Looking at the shape of the pages, the lines on the paper, the tilt of my mother’s light handwriting, I could remember her what it felt like to watch her. I could remember one particular sky-blue and grass-green day just after we’d moved to town.

She sat on a low lawn chair, balancing a writing pad on her thighs. I orbited. I was shirtless, wearing jeans that had belonged first to a boy, and though I had learned by then that I was a girl, I was okay with it only when I could imagine that girl meant omnidirectional wild potential, something like flame. The particular paper, the particular pen, were not routinely available to me. They belonged to her only, as almost nothing did. They lived in the drawer below the telephone, conductor of messages, bringer of news, conduit of exciting voices.

 

It was new to have a telephone and to live in a house, near stores and neighbors, and not in a camp near men and a mine. It was new, and I was afraid it wouldn’t last. In this new life I wanted to proclaim, to make words, to say and say.

 

My father was somewhere working and had been somewhere working forever. He was working at the mine whose location and distance I wasn’t certain of. “The mine” was in fact not one but many. I only knew that it was the most important thing, the reason for leaving places I wanted to stay or staying places I wanted to leave.

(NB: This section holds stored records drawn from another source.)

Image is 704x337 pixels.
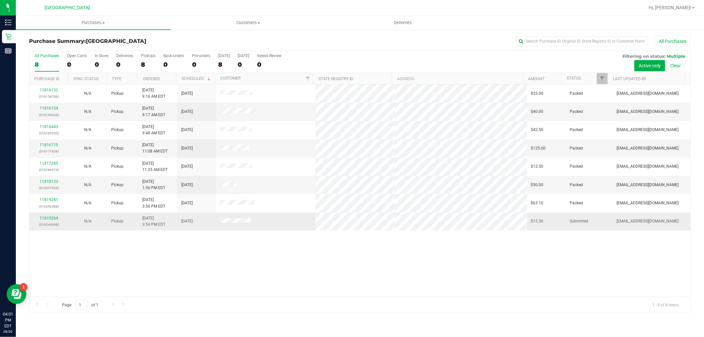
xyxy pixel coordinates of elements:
button: All Purchases [655,36,691,47]
span: [DATE] 1:56 PM EDT [142,179,165,191]
div: Deliveries [116,53,133,58]
a: Sync Status [73,77,99,81]
iframe: Resource center [7,284,26,304]
a: Deliveries [326,16,480,30]
span: Page of 1 [56,300,104,310]
a: 11816710 [40,143,58,147]
span: [EMAIL_ADDRESS][DOMAIN_NAME] [617,127,679,133]
a: Last Updated By [614,77,647,81]
a: 11816443 [40,124,58,129]
span: [EMAIL_ADDRESS][DOMAIN_NAME] [617,90,679,97]
h3: Purchase Summary: [29,38,250,44]
button: N/A [84,182,91,188]
div: PickUps [141,53,156,58]
div: Open Carts [67,53,87,58]
a: Type [112,77,122,81]
div: 0 [257,61,282,68]
input: 1 [76,300,88,310]
span: $63.10 [531,200,544,206]
button: N/A [84,163,91,170]
a: Status [567,76,581,81]
div: 8 [141,61,156,68]
a: 11819264 [40,216,58,221]
span: Not Applicable [84,201,91,205]
p: (316207828) [33,185,64,191]
div: 0 [95,61,108,68]
span: [DATE] [181,127,193,133]
span: $42.50 [531,127,544,133]
span: Pickup [111,218,123,225]
inline-svg: Retail [5,33,12,40]
span: [DATE] 11:08 AM EDT [142,142,168,155]
span: Pickup [111,163,123,170]
p: 08/20 [3,329,13,334]
div: [DATE] [238,53,249,58]
div: 0 [192,61,210,68]
span: Not Applicable [84,219,91,224]
span: [DATE] 3:54 PM EDT [142,215,165,228]
a: Ordered [143,77,160,81]
p: 04:01 PM EDT [3,311,13,329]
a: 11817285 [40,161,58,166]
span: $12.50 [531,163,544,170]
button: N/A [84,127,91,133]
a: 11819241 [40,197,58,202]
span: [DATE] 9:48 AM EDT [142,124,165,136]
span: [GEOGRAPHIC_DATA] [45,5,90,11]
span: Not Applicable [84,164,91,169]
a: State Registry ID [319,77,353,81]
div: Back-orders [163,53,184,58]
span: [DATE] [181,218,193,225]
iframe: Resource center unread badge [19,283,27,291]
span: Pickup [111,90,123,97]
span: [DATE] 11:25 AM EDT [142,160,168,173]
div: 0 [67,61,87,68]
span: Pickup [111,182,123,188]
p: (316243098) [33,222,64,228]
a: Customers [171,16,326,30]
span: Not Applicable [84,91,91,96]
div: 8 [35,61,59,68]
span: $25.00 [531,90,544,97]
span: Pickup [111,200,123,206]
div: 0 [116,61,133,68]
a: Purchase ID [34,77,59,81]
a: 11816134 [40,106,58,111]
button: N/A [84,145,91,152]
p: (316186574) [33,167,64,173]
p: (316165232) [33,130,64,136]
span: [DATE] 9:17 AM EDT [142,105,165,118]
div: In Store [95,53,108,58]
a: 11818133 [40,179,58,184]
span: Multiple [667,53,685,59]
span: [EMAIL_ADDRESS][DOMAIN_NAME] [617,200,679,206]
span: [DATE] [181,200,193,206]
span: [GEOGRAPHIC_DATA] [86,38,146,44]
span: Hi, [PERSON_NAME]! [649,5,692,10]
div: Pre-orders [192,53,210,58]
span: [EMAIL_ADDRESS][DOMAIN_NAME] [617,163,679,170]
span: Packed [570,163,583,170]
span: Packed [570,200,583,206]
div: 0 [163,61,184,68]
span: Pickup [111,145,123,152]
span: [DATE] [181,145,193,152]
span: [EMAIL_ADDRESS][DOMAIN_NAME] [617,218,679,225]
p: (316171626) [33,148,64,155]
button: N/A [84,200,91,206]
span: [DATE] [181,109,193,115]
span: Packed [570,145,583,152]
span: Not Applicable [84,109,91,114]
span: Pickup [111,127,123,133]
button: N/A [84,90,91,97]
span: Not Applicable [84,183,91,187]
inline-svg: Inventory [5,19,12,26]
a: Filter [597,73,608,84]
span: Customers [171,20,325,26]
div: Needs Review [257,53,282,58]
a: Purchases [16,16,171,30]
span: $125.00 [531,145,546,152]
span: Submitted [570,218,589,225]
div: 8 [218,61,230,68]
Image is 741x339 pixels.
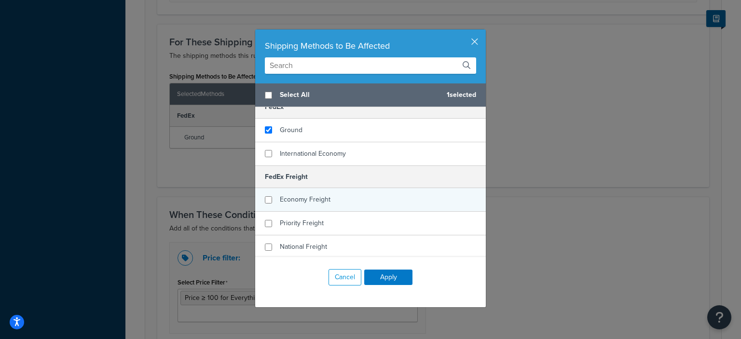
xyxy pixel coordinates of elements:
[280,149,346,159] span: International Economy
[329,269,361,286] button: Cancel
[280,194,331,205] span: Economy Freight
[280,242,327,252] span: National Freight
[255,83,486,107] div: 1 selected
[364,270,413,285] button: Apply
[255,96,486,118] h5: FedEx
[280,125,303,135] span: Ground
[255,166,486,188] h5: FedEx Freight
[265,39,476,53] div: Shipping Methods to Be Affected
[280,218,324,228] span: Priority Freight
[280,88,439,102] span: Select All
[265,57,476,74] input: Search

If he was coming home on Friday night, from the lilac-scented dawn of Friday, events would coalesce around his arrival: cleaning up, baking bread, getting the boring things done before he was here. His arrival would be an event. My mom, me, the baby, the dog would listen for the rush of his big approaching engine, gather on the porch, and watch the new-used, root-beer-colored pickup pull into the shade of locust trees that I found painfully tall and graceful, like green celebrities in a warm sky. He would push open the heavy door and step down from the cab happy.

After he left again, all the waves made by his presence slowly diminished back into the large body of undifferentiated time.

On this day, I remember, my mother was writing a letter, and that was the solid thing, an activity generated by my mother’s own wish to do it. It was something she did by herself, for her own reasons, less often now since we moved down to town from the tents and trailers at the mine site. When she wrote, she seemed hard and away, looking for words. Maybe imagining. Maybe depicting. Maybe confiding things that couldn’t be told to me.

 

“When can I write?” I would ask, stepping in and out of the house’s shadow. I wanted my mother to turn from her own thoughts and take my dictation, to make important the words I wished to make important.

“This is my letter, honey. Please let me finish. You can get your art supplies from inside.”

But I was usually tired of drawing, tired of all I couldn’t give shape to, tired of the motions of my body in its search for some kind of business.